Instinct had carried him
forward. Training. Muscle memory. The drilled response to an opening.
And now Gallus is dead.
Tiber stumbles back a step,
boots skidding, nearly losing his balance. He raises his hands,
staring at them as if they belong to someone else.
“I—” His voice cracks
inside the helmet, unheard by most, but Cain sees it in the way his
shoulders shake. “I didn’t—”
He lowers his head.
This wasn’t an enemy.
This wasn’t a foe of the Order.
This was a cadet. A peer. A
brother who trained beside him, ate the same rations, bled the same
simulated blood in the same drills.
The medics’ movements are
brisk, practiced, mercilessly efficient. One checks for signs of life
and stops almost immediately. A subtle shake of the head passes
between them.
Another team rushes in with
a stretcher.
They cover Gallus’ body
quickly, not out of respect, but to remove it from sight. Blood still
drips from the canvas as they lift him, his weight sagging
unnaturally as they carry him away toward the far gate.

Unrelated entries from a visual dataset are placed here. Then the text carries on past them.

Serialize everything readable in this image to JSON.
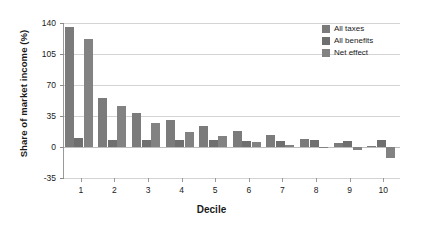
{
  "chart_data": {
    "type": "bar",
    "title": "",
    "subtitle": "",
    "xlabel": "Decile",
    "ylabel": "Share of market income (%)",
    "categories": [
      "1",
      "2",
      "3",
      "4",
      "5",
      "6",
      "7",
      "8",
      "9",
      "10"
    ],
    "ylim": [
      -35,
      140
    ],
    "yticks": [
      140,
      105,
      70,
      35,
      0,
      -35
    ],
    "ytick_labels": [
      "140",
      "105",
      "70",
      "35",
      "0",
      "-35"
    ],
    "grid": true,
    "grid_axis": "y",
    "legend_position": "top-right",
    "bar_orientation": "vertical",
    "series": [
      {
        "name": "All taxes",
        "color": "#7b7b7b",
        "values": [
          135,
          55,
          38,
          31,
          24,
          18,
          13,
          9,
          4,
          1
        ]
      },
      {
        "name": "All benefits",
        "color": "#6f6f6f",
        "values": [
          10,
          8,
          8,
          8,
          8,
          7,
          7,
          8,
          7,
          8
        ]
      },
      {
        "name": "Net effect",
        "color": "#828282",
        "values": [
          122,
          46,
          27,
          17,
          12,
          6,
          2,
          -1,
          -3,
          -12
        ]
      }
    ]
  },
  "legend": {
    "items": [
      {
        "label": "All taxes"
      },
      {
        "label": "All benefits"
      },
      {
        "label": "Net effect"
      }
    ]
  },
  "axes": {
    "y_title": "Share of market income (%)",
    "x_title": "Decile"
  }
}
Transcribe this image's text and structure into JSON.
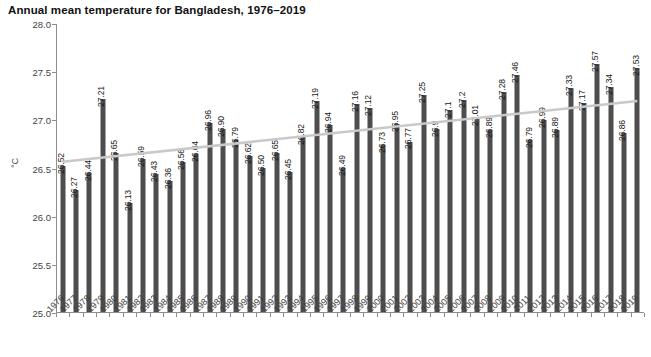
{
  "chart_data": {
    "type": "bar",
    "title": "Annual mean temperature for Bangladesh, 1976–2019",
    "xlabel": "",
    "ylabel": "°C",
    "ylim": [
      25.0,
      28.0
    ],
    "ytick_labels": [
      "25.0",
      "25.5",
      "26.0",
      "26.5",
      "27.0",
      "27.5",
      "28.0"
    ],
    "ytick_values": [
      25.0,
      25.5,
      26.0,
      26.5,
      27.0,
      27.5,
      28.0
    ],
    "grid": false,
    "legend": "none",
    "bar_color": "#4d4d4d",
    "trendline_color": "#c9c9c9",
    "trendline": {
      "type": "linear",
      "y_start": 26.57,
      "y_end": 27.2
    },
    "categories": [
      "1976",
      "1977",
      "1978",
      "1979",
      "1980",
      "1981",
      "1982",
      "1983",
      "1984",
      "1985",
      "1986",
      "1987",
      "1988",
      "1989",
      "1990",
      "1991",
      "1992",
      "1993",
      "1994",
      "1995",
      "1996",
      "1997",
      "1998",
      "1999",
      "2000",
      "2001",
      "2002",
      "2003",
      "2004",
      "2005",
      "2006",
      "2007",
      "2008",
      "2009",
      "2010",
      "2011",
      "2012",
      "2013",
      "2014",
      "2015",
      "2016",
      "2017",
      "2018",
      "2019"
    ],
    "values": [
      26.52,
      26.27,
      26.44,
      27.21,
      26.65,
      26.13,
      26.59,
      26.43,
      26.36,
      26.56,
      26.64,
      26.96,
      26.9,
      26.79,
      26.62,
      26.5,
      26.65,
      26.45,
      26.82,
      27.19,
      26.94,
      26.49,
      27.16,
      27.12,
      26.73,
      26.95,
      26.77,
      27.25,
      26.9,
      27.1,
      27.2,
      27.01,
      26.89,
      27.28,
      27.46,
      26.79,
      26.99,
      26.89,
      27.33,
      27.17,
      27.57,
      27.34,
      26.86,
      27.53
    ],
    "value_labels": [
      "26.52",
      "26.27",
      "26.44",
      "27.21",
      "26.65",
      "26.13",
      "26.59",
      "26.43",
      "26.36",
      "26.56",
      "26.64",
      "26.96",
      "26.90",
      "26.79",
      "26.62",
      "26.50",
      "26.65",
      "26.45",
      "26.82",
      "27.19",
      "26.94",
      "26.49",
      "27.16",
      "27.12",
      "26.73",
      "26.95",
      "26.77",
      "27.25",
      "26.9",
      "27.1",
      "27.2",
      "27.01",
      "26.89",
      "27.28",
      "27.46",
      "26.79",
      "26.99",
      "26.89",
      "27.33",
      "27.17",
      "27.57",
      "27.34",
      "26.86",
      "27.53"
    ]
  }
}
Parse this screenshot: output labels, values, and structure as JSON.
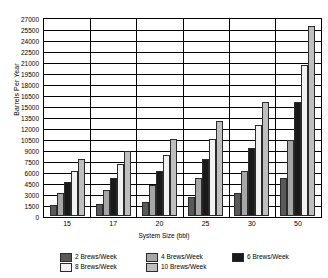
{
  "chart_data": {
    "type": "bar",
    "title": "",
    "xlabel": "System Size (bbl)",
    "ylabel": "Barrels Per Year",
    "categories": [
      "15",
      "17",
      "20",
      "25",
      "30",
      "50"
    ],
    "ylim": [
      0,
      27000
    ],
    "ytick_step": 1500,
    "yticks": [
      "27000",
      "25500",
      "24000",
      "22500",
      "21000",
      "19500",
      "18000",
      "16500",
      "15000",
      "13500",
      "12000",
      "10500",
      "9000",
      "7500",
      "6000",
      "4500",
      "3000",
      "1500",
      "0"
    ],
    "grid": true,
    "legend_position": "bottom",
    "series": [
      {
        "name": "2 Brews/Week",
        "color": "#595959",
        "values": [
          1550,
          1700,
          1950,
          2600,
          3100,
          5150
        ]
      },
      {
        "name": "4 Brews/Week",
        "color": "#a6a6a6",
        "values": [
          3100,
          3500,
          4250,
          5150,
          6200,
          10400
        ]
      },
      {
        "name": "6 Brews/Week",
        "color": "#1a1a1a",
        "values": [
          4650,
          5250,
          6200,
          7750,
          9300,
          15500
        ]
      },
      {
        "name": "8 Brews/Week",
        "color": "#f2f2f2",
        "values": [
          6200,
          7050,
          8300,
          10450,
          12450,
          20650
        ]
      },
      {
        "name": "10 Brews/Week",
        "color": "#bfbfbf",
        "values": [
          7800,
          8800,
          10450,
          13000,
          15500,
          25850
        ]
      }
    ]
  }
}
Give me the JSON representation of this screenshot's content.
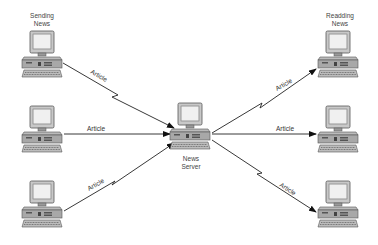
{
  "diagram": {
    "labels": {
      "sending": "Sending\nNews",
      "sending_line1": "Sending",
      "sending_line2": "News",
      "reading_line1": "Readding",
      "reading_line2": "News",
      "server_line1": "News",
      "server_line2": "Server"
    },
    "nodes": [
      {
        "id": "sender-top",
        "role": "client"
      },
      {
        "id": "sender-middle",
        "role": "client"
      },
      {
        "id": "sender-bottom",
        "role": "client"
      },
      {
        "id": "news-server",
        "role": "server"
      },
      {
        "id": "reader-top",
        "role": "client"
      },
      {
        "id": "reader-middle",
        "role": "client"
      },
      {
        "id": "reader-bottom",
        "role": "client"
      }
    ],
    "edges": [
      {
        "from": "sender-top",
        "to": "news-server",
        "label": "Article",
        "style": "lightning"
      },
      {
        "from": "sender-middle",
        "to": "news-server",
        "label": "Article",
        "style": "straight"
      },
      {
        "from": "sender-bottom",
        "to": "news-server",
        "label": "Article",
        "style": "lightning"
      },
      {
        "from": "news-server",
        "to": "reader-top",
        "label": "Article",
        "style": "lightning"
      },
      {
        "from": "news-server",
        "to": "reader-middle",
        "label": "Article",
        "style": "straight"
      },
      {
        "from": "news-server",
        "to": "reader-bottom",
        "label": "Article",
        "style": "lightning"
      }
    ],
    "edge_label": "Article"
  }
}
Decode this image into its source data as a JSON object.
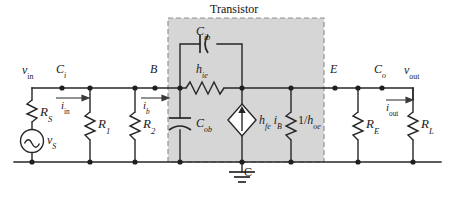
{
  "figure": {
    "kind": "circuit-schematic",
    "background_color": "#ffffff",
    "wire_color": "#262626",
    "box_fill": "#d4d4d4",
    "box_border": "#8c8c8c"
  },
  "transistor_box": {
    "title": "Transistor"
  },
  "node_labels": {
    "vin": {
      "main": "v",
      "sub": "in"
    },
    "ci": {
      "main": "C",
      "sub": "i"
    },
    "b": {
      "main": "B",
      "sub": ""
    },
    "e": {
      "main": "E",
      "sub": ""
    },
    "co": {
      "main": "C",
      "sub": "o"
    },
    "vout": {
      "main": "v",
      "sub": "out"
    },
    "c_ground": {
      "main": "C",
      "sub": ""
    }
  },
  "currents": {
    "iin": {
      "main": "i",
      "sub": "in"
    },
    "ib": {
      "main": "i",
      "sub": "b"
    },
    "iout": {
      "main": "i",
      "sub": "out"
    }
  },
  "components": {
    "rs": {
      "main": "R",
      "sub": "S"
    },
    "vs": {
      "main": "v",
      "sub": "S"
    },
    "r1": {
      "main": "R",
      "sub": "1"
    },
    "r2": {
      "main": "R",
      "sub": "2"
    },
    "cib": {
      "main": "C",
      "sub": "ib"
    },
    "cob": {
      "main": "C",
      "sub": "ob"
    },
    "hie": {
      "main": "h",
      "sub": "ie"
    },
    "source_dep": {
      "main": "h",
      "sub": "fe",
      "main2": "i",
      "sub2": "B"
    },
    "hoe": {
      "prefix": "1/",
      "main": "h",
      "sub": "oe"
    },
    "re": {
      "main": "R",
      "sub": "E"
    },
    "rl": {
      "main": "R",
      "sub": "L"
    }
  },
  "symbols": {
    "ac_source": "sine-wave",
    "ground": "earth-ground",
    "dependent_source": "diamond-current-source",
    "capacitor_cib": "capacitor-curved",
    "capacitor_cob": "capacitor-curved",
    "resistor": "zigzag"
  }
}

Tiber flinches when a medic
takes his arm.
He doesn’t resist. He
doesn’t speak.
He walks like a man
half-asleep, guided back toward the preparation stairs, head bowed,
blood still staining his armor. He never looks back.
The shock ripples outward.
Cadets whisper. Then
murmur. Then breathe too fast.
Some stare at the ring,
pale and rigid. Others look down at their hands as if seeing weapons
there already. A few begin to panic quietly, eyes darting,
calculating exits that don’t exist.
Death was never supposed to
be real.
Not here. Not for them.
Lucille’s eyes are wide,
unblinking. Her mouth is dry. She watches as Gallus’ body vanishes
beneath the stands, as if removed, he might somehow cease to have
existed at all.
But the stain remains.
Cain feels her go still
beside him.
Behind them, Marcus exhales
under his breath. “That was fast,” he mutters, disbelief and awe
tangled together. “Gallus didn’t even have a chance.”
Before the words can
settle, sharp tones ring out again.
Wristbands ping.
Another pair of cadets
stiffen as their bands light up, the sound cutting through the
aftermath like a blade.
The Final Exam does not
pause. The Martyr’s Ring does not care.
And now they all
understand, this isn’t a test. It’s a warning.